An ad campaign using original short films to highlight the sights and delights of Hot Springs started as a bit of extended education for one of Marketing Director Bill Solleder’s employees at Visit Hot Springs.
To give her more experience with film, Solleder got the employee a spot in Low Key Arts’ six-week Inception to Projection filmmaking program, led by Jennifer Gerber, the former executive director of the Hot Springs Documentary Film Festival.
Nonprofit Low Key Arts organizes the Valley of the Vapors Independent Music Festival and runs KOHS, a solar-powered community radio station.
After learning more about Inception to Projection, Solleder had an idea. “I asked if we could sponsor one of [Gerber’s] programs and give the students a prompt: Make a film to promote Hot Springs.”
Eight students in Gerber’s program ended up making short films that premiered at the Malco Theater in January and are a part of social media pushes in Dallas, Chicago and Memphis.

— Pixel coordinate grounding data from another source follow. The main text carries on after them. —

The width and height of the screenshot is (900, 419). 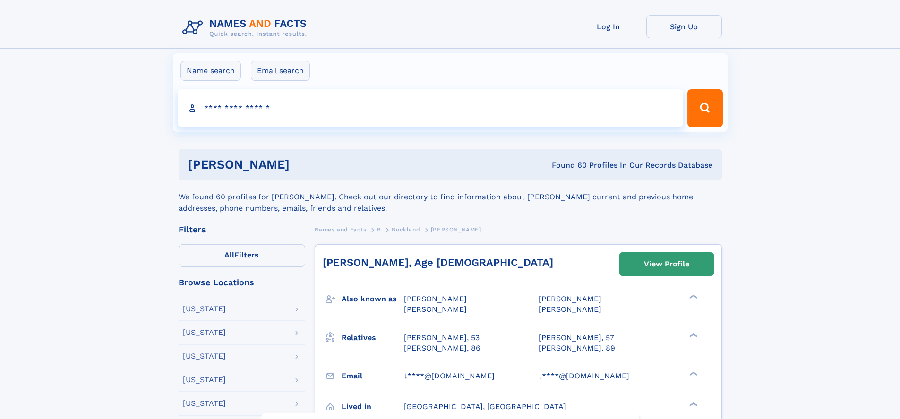 What do you see at coordinates (566, 165) in the screenshot?
I see `div: Found 60 Profiles In Our Records Database` at bounding box center [566, 165].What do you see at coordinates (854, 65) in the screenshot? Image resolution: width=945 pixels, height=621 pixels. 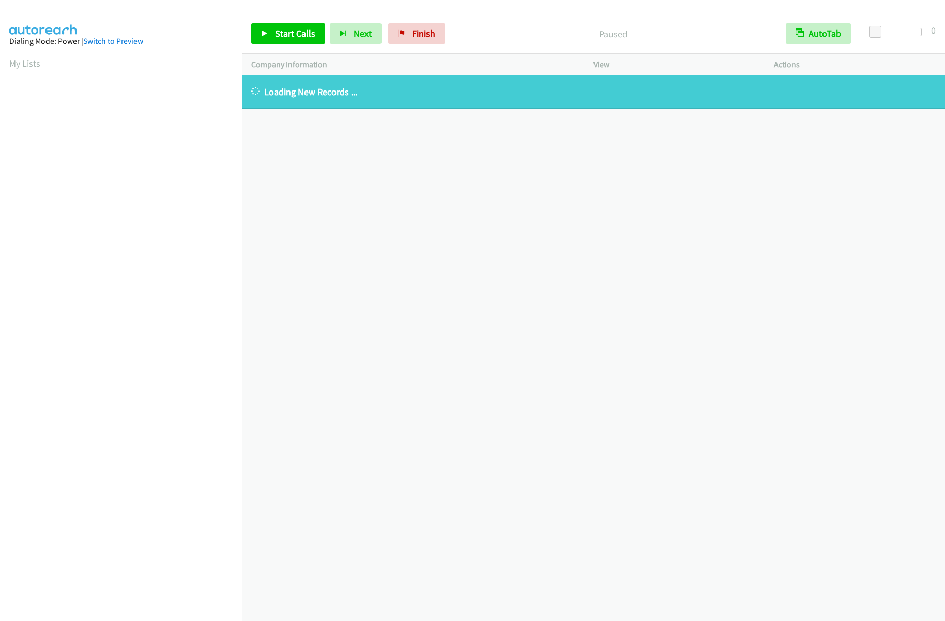 I see `p: Actions` at bounding box center [854, 65].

Next, they’ll be screened next week at the 50th annual Governor’s Conference on Tourism in Jonesboro.
“We wanted to give a camera to eight filmmakers and let them tell a story about their community,” Gerber said. “We wanted to see it from the inside out, and that’s what we’ve done here.”
The youngest filmmaker was John Sullivan, a Hot Springs High School student. After a class focused on how to pitch film ideas, more than a dozen film students presented their ideas to Gerber, Solleder and two Little Rock advertising veterans, Waymack & Crew Director Dan Waymack and CJRW Creative Director Wade McCune. The panel chose eight films to pursue, and all of the students worked in various roles in all of the films’ production.
“It’s a wide variety,” Solleder said. “There’s comedy, there’s film noir, there’s one that’s a documentary, and some look more like traditional commercials.”
Ashley Missile’s “Ultimutt Vacation” has a computer-savvy dog named Pecan engineering a Hot Springs vacation for herself and her humans. Lexie Mosby’s “Experience the Wonder” includes just about all of Hot Springs’ attractions, from lakes to trails to pubs to casinos to Oaklawn. “Relax” by Jon Huggins depicts a surprisingly fond meeting between Al Capone and Bugs Moran in a Hot Springs hotel in 1929.
“Oh Romeo” by Sullivan and “Fill Up in Hot Springs” by Stacy Pendergrast portray Hot Springs’ mineral water as an elixir for girl and beast. “See Steve” by Ethan Ledesma tracks a missing groundhog who “needed a vacation, just like everybody else.” Kris Ellis’ “Path of Totality” centers on the coming solar eclipse, and “New Beginnings” by Christopher Millham touts a future of “endless possibilities.”
Solleder said he was unaware of any other destination marketing organization that had worked with an emerging filmmaking program to promote tourism. “It’s a fantastic story,” he said.